Critique & Areas for Improvement:
-
Generalization of Stroke Styles: While the paper successfully demonstrates a formidable
forehand-like stroke, the lack of diverse stroke types (e.g.,backhand,smashes,dropshots) is a significant limitation for actual badminton play. Real badminton involves anticipating and executing a wide array of shots. Future work could explore incorporatingstyle-conditioninginputs or more diversereward landscapesto encourage a broaderrepertoire. -
Dealing with Occlusions and Multiple Objects: The current
Mocap-based perceptionandsingle-shuttleenvironment simplifyperception. In a real game, occlusions (net, opponent, robot's own body) and managing multipleshuttlecocks(in practice scenarios) would introduce substantialperception challenges. Theprediction-free varianthelps withaerodynamic uncertaintybut notperceptual uncertaintyfrom occlusions. -
Strategy and Adversarial Play: The robot currently reacts to machine-served shuttles. Integrating a
higher-level strategic policy(as suggested by the authors) would be the next frontier.
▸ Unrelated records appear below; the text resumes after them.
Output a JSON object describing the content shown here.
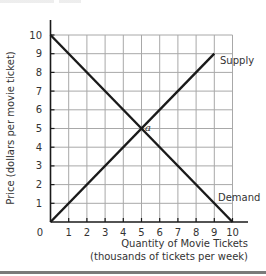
{
  "chart_data": {
    "type": "line",
    "title": "",
    "xlabel": "Quantity of Movie Tickets",
    "xlabel_line2": "(thousands of tickets per week)",
    "ylabel": "Price (dollars per movie ticket)",
    "xlim": [
      0,
      10
    ],
    "ylim": [
      0,
      10
    ],
    "x_ticks": [
      "0",
      "1",
      "2",
      "3",
      "4",
      "5",
      "6",
      "7",
      "8",
      "9",
      "10"
    ],
    "y_ticks": [
      "1",
      "2",
      "3",
      "4",
      "5",
      "6",
      "7",
      "8",
      "9",
      "10"
    ],
    "grid": true,
    "series": [
      {
        "name": "Supply",
        "x": [
          0,
          9
        ],
        "y": [
          0,
          9
        ]
      },
      {
        "name": "Demand",
        "x": [
          0,
          10
        ],
        "y": [
          10,
          0
        ]
      }
    ],
    "annotations": [
      {
        "text": "a",
        "x": 5,
        "y": 5,
        "note": "equilibrium point"
      }
    ],
    "colors": {
      "line": "#1a1a1a",
      "grid": "#a8a8a8",
      "axis": "#1a1a1a",
      "text": "#333333"
    }
  }
}
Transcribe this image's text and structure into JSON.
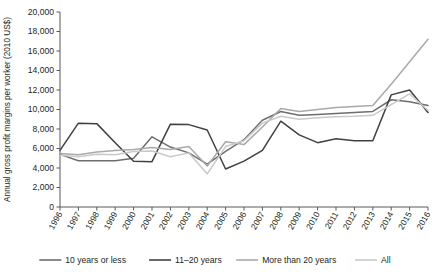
{
  "chart_data": {
    "type": "line",
    "title": "",
    "xlabel": "",
    "ylabel": "Annual gross profit margins per worker (2010 US$)",
    "ylim": [
      0,
      20000
    ],
    "ytick_labels": [
      "0",
      "2,000",
      "4,000",
      "6,000",
      "8,000",
      "10,000",
      "12,000",
      "14,000",
      "16,000",
      "18,000",
      "20,000"
    ],
    "ytick_values": [
      0,
      2000,
      4000,
      6000,
      8000,
      10000,
      12000,
      14000,
      16000,
      18000,
      20000
    ],
    "grid": false,
    "legend_position": "bottom",
    "categories": [
      "1996",
      "1997",
      "1998",
      "1999",
      "2000",
      "2001",
      "2002",
      "2003",
      "2004",
      "2005",
      "2006",
      "2007",
      "2008",
      "2009",
      "2010",
      "2011",
      "2012",
      "2013",
      "2014",
      "2015",
      "2016"
    ],
    "series": [
      {
        "name": "10 years or less",
        "color": "#6d6e71",
        "values": [
          5400,
          4750,
          4750,
          4750,
          5000,
          7200,
          6150,
          5550,
          4400,
          5700,
          6900,
          8900,
          9800,
          9400,
          9500,
          9600,
          9700,
          9800,
          11000,
          10800,
          10400
        ]
      },
      {
        "name": "11–20 years",
        "color": "#404041",
        "values": [
          5800,
          8600,
          8550,
          6600,
          4700,
          4650,
          8500,
          8450,
          7900,
          3900,
          4700,
          5800,
          8800,
          7400,
          6600,
          7000,
          6800,
          6800,
          11500,
          12000,
          9700
        ]
      },
      {
        "name": "More than 20 years",
        "color": "#a7a9ac",
        "values": [
          5500,
          5350,
          5650,
          5800,
          5900,
          6100,
          5900,
          6200,
          4200,
          6700,
          6400,
          8200,
          10100,
          9800,
          10000,
          10200,
          10300,
          10400,
          12600,
          14900,
          17200
        ]
      },
      {
        "name": "All",
        "color": "#c8c9cb",
        "values": [
          5300,
          5150,
          5400,
          5350,
          5700,
          5750,
          5150,
          5550,
          3400,
          6200,
          6800,
          8600,
          9300,
          9000,
          9150,
          9250,
          9300,
          9400,
          10500,
          11600,
          9900
        ]
      }
    ]
  },
  "legend": {
    "items": [
      {
        "label": "10 years or less"
      },
      {
        "label": "11–20 years"
      },
      {
        "label": "More than 20 years"
      },
      {
        "label": "All"
      }
    ]
  }
}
Playing against an opponent (human or robot) introducesadversarial dynamicsand the need forgame theoryandlong-term planning, which are entirely differentRL challenges. -
Energy Efficiency for Extended Play: While the paper notes a reduction in
energyandtorque costsin S3, the long-termenergy budgetfor sustained humanoid operation is critical. Further optimization ofenergy consumptionwould be valuable for practical deployment over extended periods. -
Human-Robot Interaction Safety: For deployment in human environments,
safety guaranteesandhuman-robot interaction protocols(e.g., avoiding accidental collisions with humans or other objects) would need rigorous development beyond thecollision penaltiesin the reward function.Overall, this paper pushes the boundaries of
humanoid capabilitiesindynamic environments, setting a new benchmark forwhole-body controlinrobotic sports. The insights gained from itsmulti-stage curriculumandsim2real transfer strategyare broadly applicable across the field oflegged roboticsandinteractive AI.